By tracking when such moves take place, an initial set of data on polluted sites could be built up, helping to make information on polluted sites more open.
During this process, monitoring of relocations and emissions will require public participation, which will help everyone understand the dangers of soil pollution.
“That means that when the MEP does publish pollution data, people won’t just panic,” said Ma.
Ma also thinks that openness of information is a gradual process. Maps such as that produced by the IPE rely on data on major polluters released by the MEP over the last decade, and increasing disclosure of regulatory information.
The action plan does include openness of information. Local governments will be required to produce a list of companies subject to monitoring of soil pollution based on the location of industrial and mining companies and their emissions, with companies on that list to carry out monitoring of soil pollution at their sites and make the findings public.
But it is still unknown exactly what that information will consist of.
Ma hopes that will be clarified as soon as possible. He worries that only aggregate data will be released, rather than information on specific sites and pollutants.
Also, existing systems for disclosing pollution information haven’t covered particular pollutants, which can be hugely harmful even in tiny quantities.
If China was to follow the example of the US Superfund law, companies would be required to publish an inventory of emissions of harmful substances – which is hugely helpful for preventing and monitoring such pollution.
It is also important to consider where the information is published. The soil action plan doesn’t mention a platform for disclosure. “If you don’t have a platform, like the one for the Air Quality Index, the companies don’t know where to put the information, and nobody knows where to find it, which makes disclosure meaningless,” explained Ma.
Liability
But even if the scale of China’s soil polluted is eventually disclosed and catalogued, the huge costs of dealing with pollution will remain a huge challenge.
Zhang Junjie, an assistant professor at University of California, San Diego, told chinadialogue that the most important issue is to decide who is liable, which in turn would dictate where the money comes from.
He believes the action plan’s principles of “polluter pays” and lifetime liability for pollution should be made as powerful as those in the US Superfund law.
But currently, China’s action plan does not specify what form that liability takes (on which companies should contribute to a clean-up fund, to hire a third party to carry out remediation) so further discussion is needed.
Meanwhile, Ma worries that the existing regulation, which makes the purchaser of a site liable for historical pollution, could be a loophole that companies could exploit if they are unable to deal with the problem.

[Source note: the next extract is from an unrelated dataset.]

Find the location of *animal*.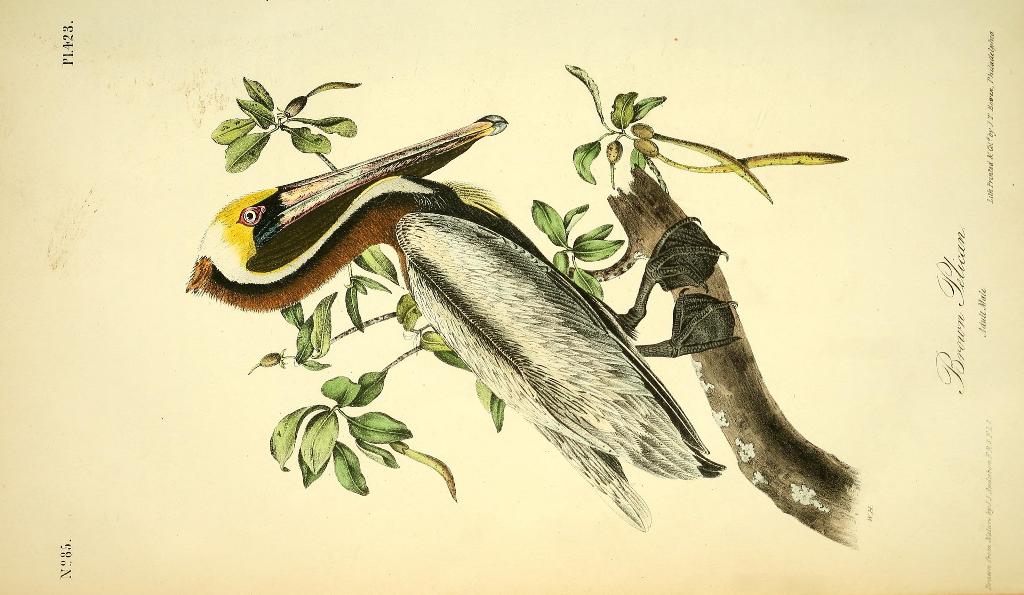
Location: <box>185,113,744,539</box>.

Existing regulations might also make it possible for companies to opt for bankruptcy and avoid paying for a big clean-up, which would require the government to step in.
Funds
But as Chen Jining pointed out at a meeting early this year, the point of the “big clean-up” of soil pollution is risk management. The action plan is not meant to provide financial resources for restoration – rather it aims to combine funds, such as those for dealing with heavy metal pollution, into a single soil pollution fund.
However, that pot of cash is deemed insufficient to deal with the huge scale of the problem. The heavy metal pollution fund was set up in 2010 and has received billions of yuan in funding every year, with a sharp increase last year, to over 9 billion yuan (US$1.36 billion).
And this is tiny in comparison with the trillions of yuan that will be needed to clean up soil pollution. The action plan calls for more government spending and the use of Public Private Partnerships, but as yet there are no specific programmes for doing this. Currently it is unclear to what degree the private sector will be involved.
Regardless, as Chen Nengchang says, “it is progress to at least have an action plan.” Ma Jun said much more clarity is needed, and hopes to see more details and improvements in a follow-up soil pollution law.